October books

The Arts

October 1, 2020



This month’s notable new releases.

compiled by Sally Brewster

The Searcher, by Tana French 

Cal Hooper thought a fixer-upper in a bucolic Irish village would be the perfect escape. After 25 years in the Chicago police force and a bruising divorce, he just wants to build a new life in a pretty spot with a good pub where nothing much happens. But when a local kid whose brother has gone missing convinces him to investigate, Cal uncovers layers of darkness beneath his picturesque retreat and starts to realize that even small towns shelter dangerous secrets.

Memorial: A Novel, by Bryan Washington 

Benson and Mike are a mixed-race couple living together in Houston. Mike is a Japanese-American chef at a Mexican restaurant, and Benson is a Black day care teacher. They’ve been together comfortably for a few years — but now they’re not sure why they’re still a couple. When Mike finds out his estranged father is dying in Osaka just as his Japanese mother, Mitsuko, arrives in Texas for a visit, Mike flies across the world to say goodbye. In Japan, he undergoes an extraordinary transformation, discovering the truth about his family and his past. Back home, Mitsuko and Benson are stuck living together as unconventional roommates, an absurd domestic situation that ends up meaning more to each of them than they ever could have predicted. Both men will change in ways that will either make them stronger together or fracture everything they have ever known. A funny and profound story about family in all its strange forms.

Missionaries, by Phil Klay

A group of Colombian soldiers prepares to raid a drug lord’s safe house on the Venezuelan border. They’re watching him with an American-made drone, about to strike using military tactics taught to them by U.S. soldiers who honed their skills to lethal perfection in Iraq. In his debut novel, National Book Award-winning author and Iraq War veteran Phil Klay examines the globalization of violence through the interlocking stories of four characters and the conflicts that define their lives. Missionaries is a window not only into modern war but into the individual lives that go on long after the drones have left the skies.

Troubles in Paradise, by Elin Hilderbrand

Warning: If you haven’t read the first two books of this trilogy, don’t start here. If you have, read this one slowly, because at the end we will be saying goodbye to the series’ endearing cast of transplanted Midwesterners and their new friends in the U.S. Virgin Islands. After uprooting her life in the Midwest, Irene Steele has settled in the villa on St. John where her deceased husband Ross had been living a double life. After a visit from the FBI, Irene realizes how little she knew about the man she loved. Evidence mounts that the helicopter crash that killed Ross might not have been an accident, and surprises are in store for Irene and her two grown sons.  SP

Sally Brewster is the proprietor of Park Road Books, located at 4139 Park Road. parkroadbooks.com.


Task statement - Write every record out again exactly, and keep images out of it.

Task input -
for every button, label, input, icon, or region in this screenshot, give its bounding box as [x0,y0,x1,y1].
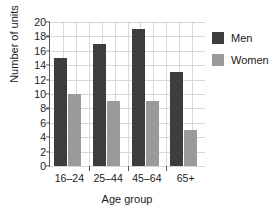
bar-group [166,22,205,166]
x-axis-group-separator [128,166,129,171]
bar-men-3[interactable] [170,72,183,166]
legend-swatch-men-icon [212,32,224,44]
bars-layer [50,22,205,166]
legend-item-women[interactable]: Women [212,49,269,71]
bar-group [128,22,167,166]
x-axis-tick-label: 16–24 [55,172,84,184]
y-axis-tick-label: 18 [34,31,46,42]
x-axis-tick-label: 45–64 [132,172,161,184]
y-axis-tick-mark [46,21,50,22]
y-axis-tick-mark [46,165,50,166]
bar-men-2[interactable] [132,29,145,166]
plot-area: 0246810121416182016–2425–4445–6465+ [49,22,205,167]
legend-swatch-women-icon [212,54,224,66]
bar-group [50,22,89,166]
y-axis-tick-label: 14 [34,60,46,71]
legend-label-women: Women [231,54,269,66]
legend-label-men: Men [231,32,252,44]
y-axis-tick-mark [46,93,50,94]
y-axis-tick-label: 0 [40,161,46,172]
bar-women-2[interactable] [146,101,159,166]
bar-men-1[interactable] [93,44,106,166]
y-axis-tick-label: 10 [34,89,46,100]
y-axis-tick-label: 8 [40,103,46,114]
y-axis-tick-label: 16 [34,46,46,57]
x-axis-tick-label: 65+ [177,172,195,184]
y-axis-tick-mark [46,108,50,109]
y-axis-tick-mark [46,79,50,80]
y-axis-tick-mark [46,65,50,66]
legend-item-men[interactable]: Men [212,27,269,49]
chart-title [36,0,206,3]
x-axis-group-separator [89,166,90,171]
y-axis-tick-label: 2 [40,146,46,157]
y-axis-tick-mark [46,36,50,37]
bar-group [89,22,128,166]
y-axis-label: Number of units [8,0,20,104]
x-axis-tick-label: 25–44 [94,172,123,184]
y-axis-tick-mark [46,137,50,138]
y-axis-tick-label: 6 [40,118,46,129]
chart-legend: Men Women [212,27,269,71]
y-axis-tick-mark [46,50,50,51]
bar-women-3[interactable] [184,130,197,166]
y-axis-tick-label: 4 [40,132,46,143]
y-axis-tick-label: 12 [34,74,46,85]
x-axis-group-separator [166,166,167,171]
y-axis-tick-mark [46,122,50,123]
bar-men-0[interactable] [54,58,67,166]
bar-chart-figure: 0246810121416182016–2425–4445–6465+ Numb… [0,0,279,215]
y-axis-tick-mark [46,151,50,152]
bar-women-0[interactable] [68,94,81,166]
bar-women-1[interactable] [107,101,120,166]
y-axis-tick-label: 20 [34,17,46,28]
x-axis-label: Age group [49,193,205,205]
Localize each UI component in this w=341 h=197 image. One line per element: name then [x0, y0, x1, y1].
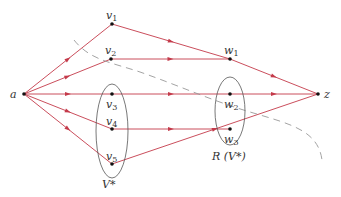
node-w1 — [228, 57, 232, 61]
node-z — [316, 92, 320, 96]
arrow-icon — [64, 109, 71, 115]
node-label-z: z — [323, 88, 330, 101]
edges — [24, 24, 318, 164]
node-label-w1: w1 — [224, 44, 239, 58]
node-label-v4: v4 — [106, 115, 117, 129]
arrow-icon — [65, 92, 71, 96]
r-v-star-label: R (V*) — [211, 150, 246, 163]
node-label-w3: w3 — [224, 133, 239, 147]
node-label-v3: v3 — [106, 98, 117, 112]
node-label-w2: w2 — [224, 98, 239, 112]
node-label-v2: v2 — [105, 44, 116, 58]
arrow-icon — [168, 57, 174, 61]
arrow-icon — [168, 127, 174, 131]
arrow-icon — [270, 74, 277, 80]
nodes: av1v2v3v4v5w1w2w3z — [10, 9, 330, 166]
node-label-v5: v5 — [106, 150, 117, 164]
node-label-v1: v1 — [106, 9, 117, 23]
node-v3 — [110, 92, 114, 96]
node-w2 — [228, 92, 232, 96]
node-label-a: a — [10, 88, 17, 101]
arrow-icon — [168, 39, 175, 45]
node-w3 — [228, 127, 232, 131]
arrow-icon — [271, 92, 277, 96]
node-a — [22, 92, 26, 96]
arrow-icon — [64, 74, 71, 80]
v-star-label: V* — [102, 178, 116, 191]
graph-diagram: av1v2v3v4v5w1w2w3z V* R (V*) — [0, 0, 341, 197]
arrow-icon — [168, 92, 174, 96]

Output of the task -
for every button, label, input, icon, or region in this screenshot, give its bounding box as [x0,y0,x1,y1].
bar-group [166,22,205,166]
x-axis-group-separator [128,166,129,171]
bar-men-3[interactable] [170,72,183,166]
legend-swatch-men-icon [212,32,224,44]
bars-layer [50,22,205,166]
legend-item-women[interactable]: Women [212,49,269,71]
bar-group [128,22,167,166]
x-axis-tick-label: 16–24 [55,172,84,184]
y-axis-tick-label: 18 [34,31,46,42]
x-axis-tick-label: 45–64 [132,172,161,184]
y-axis-tick-mark [46,21,50,22]
y-axis-tick-mark [46,165,50,166]
bar-men-2[interactable] [132,29,145,166]
plot-area: 0246810121416182016–2425–4445–6465+ [49,22,205,167]
legend-swatch-women-icon [212,54,224,66]
bar-group [50,22,89,166]
y-axis-tick-label: 14 [34,60,46,71]
legend-label-women: Women [231,54,269,66]
legend-label-men: Men [231,32,252,44]
y-axis-tick-mark [46,93,50,94]
y-axis-tick-label: 0 [40,161,46,172]
bar-women-2[interactable] [146,101,159,166]
bar-men-1[interactable] [93,44,106,166]
y-axis-tick-label: 10 [34,89,46,100]
y-axis-tick-label: 8 [40,103,46,114]
y-axis-tick-label: 16 [34,46,46,57]
x-axis-tick-label: 65+ [177,172,195,184]
y-axis-tick-mark [46,108,50,109]
y-axis-tick-mark [46,79,50,80]
y-axis-tick-mark [46,65,50,66]
legend-item-men[interactable]: Men [212,27,269,49]
chart-title [36,0,206,3]
x-axis-group-separator [89,166,90,171]
y-axis-tick-label: 2 [40,146,46,157]
y-axis-tick-mark [46,36,50,37]
bar-group [89,22,128,166]
y-axis-label: Number of units [8,0,20,104]
x-axis-tick-label: 25–44 [94,172,123,184]
y-axis-tick-mark [46,137,50,138]
y-axis-tick-label: 6 [40,118,46,129]
chart-legend: Men Women [212,27,269,71]
y-axis-tick-mark [46,50,50,51]
bar-women-3[interactable] [184,130,197,166]
y-axis-tick-label: 4 [40,132,46,143]
y-axis-tick-label: 12 [34,74,46,85]
x-axis-group-separator [166,166,167,171]
y-axis-tick-mark [46,122,50,123]
bar-men-0[interactable] [54,58,67,166]
bar-chart-figure: 0246810121416182016–2425–4445–6465+ Numb… [0,0,279,215]
y-axis-tick-mark [46,151,50,152]
bar-women-0[interactable] [68,94,81,166]
bar-women-1[interactable] [107,101,120,166]
y-axis-tick-label: 20 [34,17,46,28]
x-axis-label: Age group [49,193,205,205]
Localize each UI component in this w=341 h=197 image. One line per element: name then [x0, y0, x1, y1].
node-w1 — [228, 57, 232, 61]
node-z — [316, 92, 320, 96]
arrow-icon — [64, 109, 71, 115]
node-label-z: z — [323, 88, 330, 101]
edges — [24, 24, 318, 164]
node-label-w1: w1 — [224, 44, 239, 58]
node-label-v4: v4 — [106, 115, 117, 129]
arrow-icon — [65, 92, 71, 96]
r-v-star-label: R (V*) — [211, 150, 246, 163]
node-label-w3: w3 — [224, 133, 239, 147]
node-label-v3: v3 — [106, 98, 117, 112]
node-label-w2: w2 — [224, 98, 239, 112]
node-label-v2: v2 — [105, 44, 116, 58]
arrow-icon — [168, 57, 174, 61]
arrow-icon — [168, 127, 174, 131]
arrow-icon — [270, 74, 277, 80]
nodes: av1v2v3v4v5w1w2w3z — [10, 9, 330, 166]
node-label-v5: v5 — [106, 150, 117, 164]
node-label-v1: v1 — [106, 9, 117, 23]
node-v3 — [110, 92, 114, 96]
node-w2 — [228, 92, 232, 96]
node-label-a: a — [10, 88, 17, 101]
arrow-icon — [168, 39, 175, 45]
node-w3 — [228, 127, 232, 131]
arrow-icon — [271, 92, 277, 96]
node-a — [22, 92, 26, 96]
arrow-icon — [64, 74, 71, 80]
v-star-label: V* — [102, 178, 116, 191]
graph-diagram: av1v2v3v4v5w1w2w3z V* R (V*) — [0, 0, 341, 197]
arrow-icon — [168, 92, 174, 96]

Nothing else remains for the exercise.